The sun makes a brief appearance for interval drinks in the courtyard – last year’s fundraising innovation, having proved successful, is being repeated.  The second half features twentieth century song.  First, completely new to me, a 1962 song cycle by William Walton, ‘A Song for the Lord Mayor’s Table’ sets six poems about London in contrasting and vivid arrangements.  The cycle was premiered by Elisabeth Schwarzkopf, no less, who, according to her accompanist, Gerald Moore, sang “as if she were an Englishwoman.”  The ornate baroque-inspired setting of the seventeenth century poem, ‘The Lord Mayor’s Table’ about the extravagant amounts of food on offer provides a jolly opening, followed by the quieter setting of Wordsworth’s ‘Glide Gently’ with expert legato phrasing from Rowan and Christopher.  The poignant traditional tale of a lass who loved a sailor, ‘Wapping Old Stairs’, has hints of Kurt Weill in its melody and piano parts. Pierce characterises the young woman well, though I wondered later if the Cockney accent deployed in Coward’s ‘London Pride’ might have been effective here too. The cycle finishes with ‘Rhyme,’ a vocal tour de force in an elaboration of ‘Oranges and Lemons’ with an appropriate bell-like accompaniment.  Rowan’s clarity of diction is an asset in this song, and indeed in steering us through a number of unfamiliar and complex lyrics in the programme.

Five French songs follow in an earlier song-cycle, Poulenc’s 1940 ‘Banalites’ which sets five poems by Apollinaire, who died in 1919 of Spanish flu after sustaining shrapnel wounds in 1917.  Poulenc, defiant under German occupation, chose to set these poems by a war hero, which reflected his own taste for the strange and inconsequential. The surface juxtapositions in the longer poems often mask a deeper melancholy especially in the last, ‘Sanglots’ (Sobs) about dreamers who died in war.  Two short poems make idiosyncratic points.  ‘Voyage a Paris’ was Poulenc’s favourite encore when performing in the sticks “Oh!

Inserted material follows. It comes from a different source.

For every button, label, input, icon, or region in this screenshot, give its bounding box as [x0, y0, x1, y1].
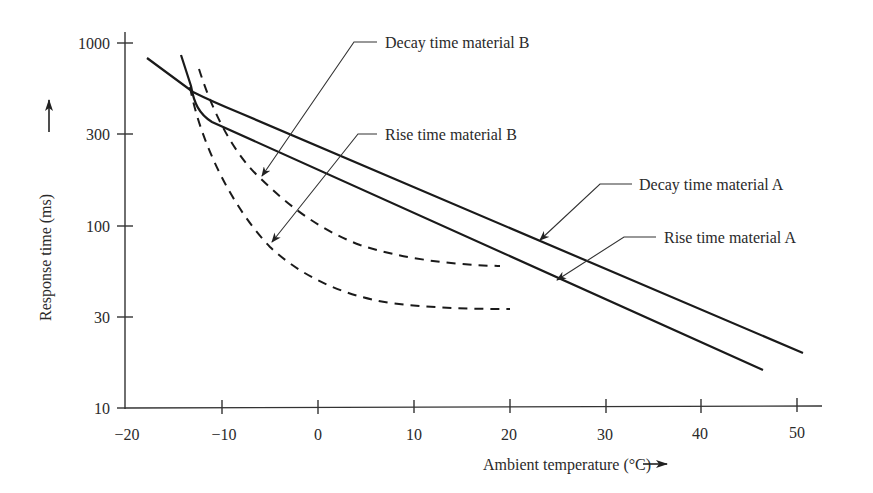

How delightful/ to leave a dismal / Place for Paris!” and the evocative words and languorous setting of ‘Hotel’ are a seductive reminder to me, a completely reformed smoker, of the pleasures of cigarettes!

The concert finishes with three songs by Noel Coward.  Written during the Blitz, ’London Pride’ is the name of the flower which grows on bombsites, and the tune, deliberately reminiscent of the German national anthem, became a popular success.  Rowan uses a Cockney accent to good effect here. ‘A Bar on the Piccolo Marina’ lets her show further comic talents in a celebration of a widow enjoying her new-found freedom.  ‘Sail Away’ is a typically bitter-sweet Coward song, hinting at the vulnerabilities under the resilient exterior.

This has been a wonderful start to my week at Paxton, with a great deal more to follow.  For details of the full programme see music@paxton.co.uk

Kate Calder

Kate was introduced to classical music by her father at SNO Concerts in Kirkcaldy.  She’s an opera fan, plays the piano, and is a member of a community choir, which rehearses and has concerts in the Usher Hall.